WARNING: The below memory card will work ONLY in the "Classic" Nova, but not in Nova 1200 or newer models.
Upon one of my several visits to the Living Computer Museum in Seattle (back in 2019, before they closed permanently because of COVID...), I became quite fascinated with the "not-so-core" memory board in their Data General Nova on display.
Well, I decided that this was just TOO cool, and since the LCM was all about sharing and preserving, I managed to find the museum staff engineer who developed and built this board. His name is Jeff Kaylin. He was very kind and generous, not only of his time to talk to me about it, but he actually emailed me the schematics and his EAGLE PCB design files for this.All we ask is that you
1) do good things with it, and
2) let us know here what you've accomplished, by clicking on the Contact tab and emailing us.
We are hopeful that this project will help us (and others) avoid future moments like this one:
Data General Nova Keronix Core Memory Board 74S03N chip gloriously releasing magic smoke
--------------------------------------------------------------------------
And, just for reference, here's an original schematic for an 8k core memory board for the DG Nova 800, hosted by bitsavers.org, thank you very much bitsavers!
The "Original" 1968-1969 Data General Nova Backplane Map, courtesy of Legendary Bruce Ray!
Note the difference between that and the 800/1200/1210 backplane:
The Data General Nova 1200 Backplane Map, courtesy of QuantX.
And another version of the The Data General Nova 1200 Backplane Map, courtesy of tnthalls.
This logic should be the same, although, obviously, no ferrite cores being used here.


**Task prompt:**
From the data, copy out every line in which the word "Apple" appears.

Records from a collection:
*** Begin section ***

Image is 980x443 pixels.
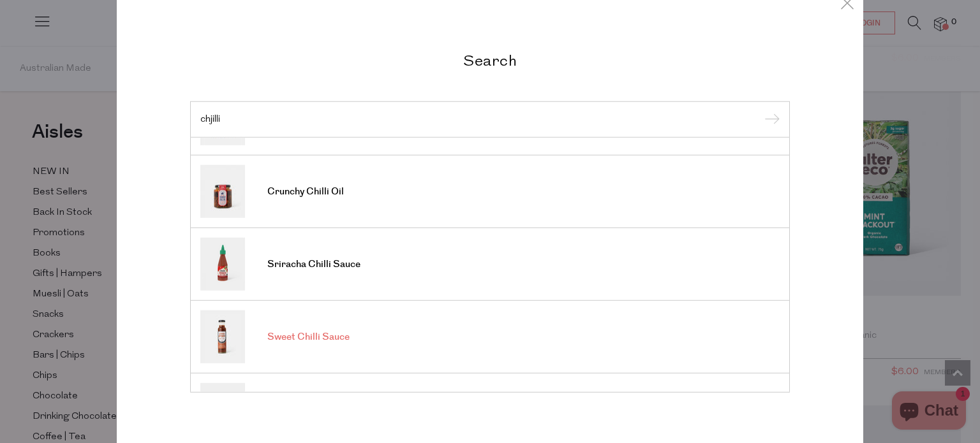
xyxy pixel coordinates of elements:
h2: Search [190,51,789,69]
a: Sweet Chilli Sauce [200,310,779,363]
a: Crunchy Chilli Oil [200,165,779,218]
img: Chilli Mayo [200,383,245,436]
img: Sriracha Chilli Sauce [200,238,245,291]
input: Search [200,114,779,124]
img: Sweet Chilli Sauce [200,310,245,363]
span: Crunchy Chilli Oil [268,185,344,198]
a: Sriracha Chilli Sauce [200,238,779,291]
span: Sweet Chilli Sauce [268,331,350,343]
span: Sriracha Chilli Sauce [268,258,361,271]
img: Crunchy Chilli Oil [200,165,245,218]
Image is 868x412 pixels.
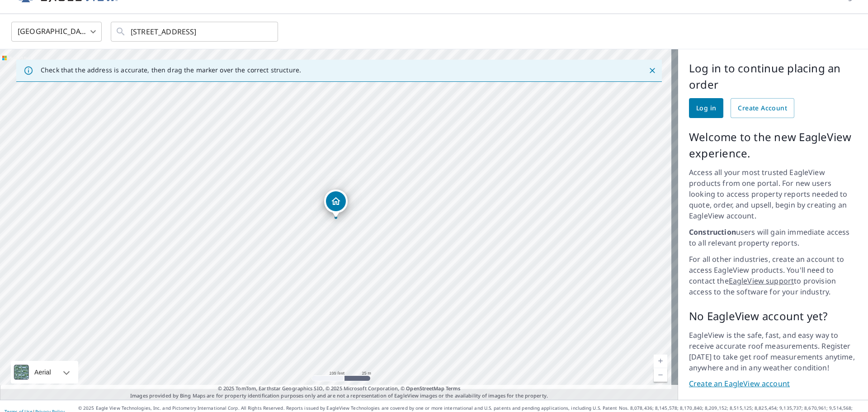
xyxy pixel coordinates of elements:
span: © 2025 TomTom, Earthstar Geographics SIO, © 2025 Microsoft Corporation, © [218,385,460,393]
div: Aerial [11,361,78,384]
div: Aerial [31,361,54,384]
button: Close [647,65,658,76]
p: Check that the address is accurate, then drag the marker over the correct structure. [40,66,301,74]
div: [GEOGRAPHIC_DATA] [12,19,101,44]
a: Terms [446,385,460,392]
strong: Construction [689,227,736,237]
a: EagleView support [729,276,794,286]
span: Create Account [738,103,787,114]
span: Log in [696,103,716,114]
a: Log in [689,98,724,118]
a: Create Account [731,98,794,118]
a: Current Level 18, Zoom In [654,355,667,368]
p: Log in to continue placing an order [689,60,857,93]
p: Welcome to the new EagleView experience. [689,129,857,161]
p: No EagleView account yet? [689,308,857,325]
p: Access all your most trusted EagleView products from one portal. For new users looking to access ... [689,167,857,221]
a: OpenStreetMap [406,385,444,392]
input: Search by address or latitude-longitude [130,19,259,44]
p: EagleView is the safe, fast, and easy way to receive accurate roof measurements. Register [DATE] ... [689,330,857,373]
a: Current Level 18, Zoom Out [654,368,667,382]
p: users will gain immediate access to all relevant property reports. [689,227,857,249]
a: Create an EagleView account [689,379,857,390]
p: For all other industries, create an account to access EagleView products. You'll need to contact ... [689,254,857,298]
div: Dropped pin, building 1, Residential property, 1149 UPPER RIVER CRT MISSISSAUGA ON L5W1C2 [324,190,347,218]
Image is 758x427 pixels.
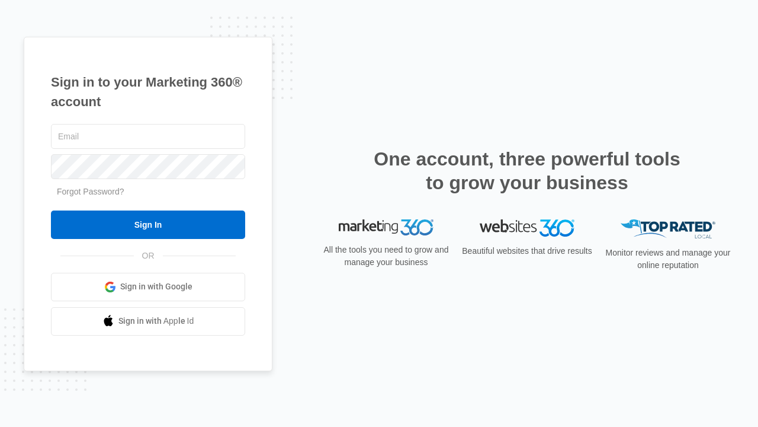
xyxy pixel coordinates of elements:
[51,273,245,301] a: Sign in with Google
[602,246,735,271] p: Monitor reviews and manage your online reputation
[51,210,245,239] input: Sign In
[320,244,453,268] p: All the tools you need to grow and manage your business
[339,219,434,236] img: Marketing 360
[51,124,245,149] input: Email
[370,147,684,194] h2: One account, three powerful tools to grow your business
[51,307,245,335] a: Sign in with Apple Id
[51,72,245,111] h1: Sign in to your Marketing 360® account
[461,245,594,257] p: Beautiful websites that drive results
[134,249,163,262] span: OR
[118,315,194,327] span: Sign in with Apple Id
[120,280,193,293] span: Sign in with Google
[57,187,124,196] a: Forgot Password?
[480,219,575,236] img: Websites 360
[621,219,716,239] img: Top Rated Local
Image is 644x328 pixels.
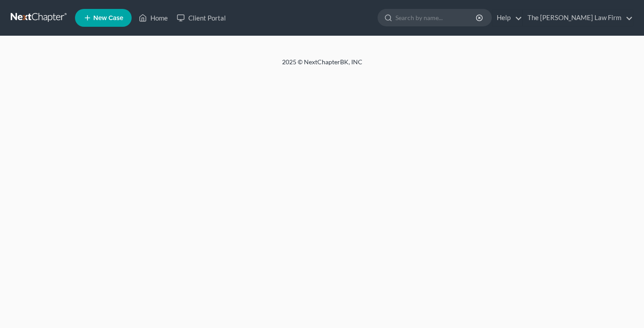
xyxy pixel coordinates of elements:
[135,10,172,26] a: Home
[524,10,633,26] a: The [PERSON_NAME] Law Firm
[396,9,478,26] input: Search by name...
[68,58,577,74] div: 2025 © NextChapterBK, INC
[93,14,123,22] span: New Case
[492,10,523,26] a: Help
[172,10,231,26] a: Client Portal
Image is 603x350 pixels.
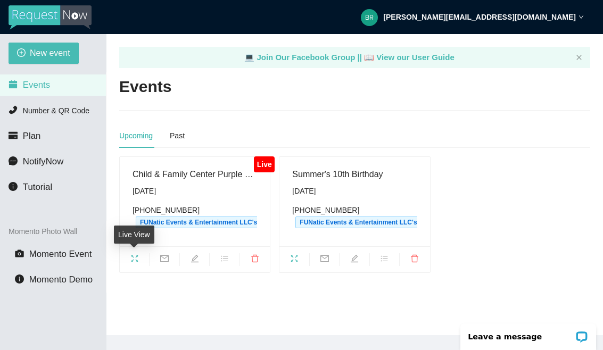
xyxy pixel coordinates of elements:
span: calendar [9,80,18,89]
button: plus-circleNew event [9,43,79,64]
div: Live [254,156,274,172]
span: laptop [244,53,254,62]
div: Child & Family Center Purple Walk [132,168,257,181]
div: Summer's 10th Birthday [292,168,417,181]
span: mail [310,254,339,266]
a: laptop View our User Guide [364,53,454,62]
span: New event [30,46,70,60]
span: edit [180,254,209,266]
span: message [9,156,18,165]
span: Number & QR Code [23,106,89,115]
div: [DATE] [292,185,417,197]
span: FUNatic Events & Entertainment LLC's number [136,216,287,228]
span: fullscreen [279,254,309,266]
span: FUNatic Events & Entertainment LLC's number [295,216,446,228]
span: mail [149,254,179,266]
span: Plan [23,131,41,141]
span: bars [210,254,239,266]
span: down [578,14,584,20]
iframe: LiveChat chat widget [453,317,603,350]
span: plus-circle [17,48,26,59]
strong: [PERSON_NAME][EMAIL_ADDRESS][DOMAIN_NAME] [383,13,576,21]
div: [DATE] [132,185,257,197]
span: NotifyNow [23,156,63,166]
span: credit-card [9,131,18,140]
span: Momento Event [29,249,92,259]
div: Past [170,130,185,141]
span: delete [240,254,270,266]
span: edit [339,254,369,266]
button: close [576,54,582,61]
img: RequestNow [9,5,91,30]
span: phone [9,105,18,114]
span: Events [23,80,50,90]
span: delete [399,254,429,266]
span: fullscreen [120,254,149,266]
div: [PHONE_NUMBER] [132,204,257,228]
a: laptop Join Our Facebook Group || [244,53,364,62]
span: camera [15,249,24,258]
span: laptop [364,53,374,62]
div: Upcoming [119,130,153,141]
div: Live View [114,226,154,244]
img: dafbb92eb3fe02a0b9cbfc0edbd3fbab [361,9,378,26]
span: bars [370,254,399,266]
div: [PHONE_NUMBER] [292,204,417,228]
span: Momento Demo [29,274,93,285]
h2: Events [119,76,171,98]
span: Tutorial [23,182,52,192]
span: info-circle [15,274,24,284]
span: info-circle [9,182,18,191]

*** End section ***

**Answer section:**
[51,307,245,335] a: Sign in with Apple Id
[118,315,194,327] span: Sign in with Apple Id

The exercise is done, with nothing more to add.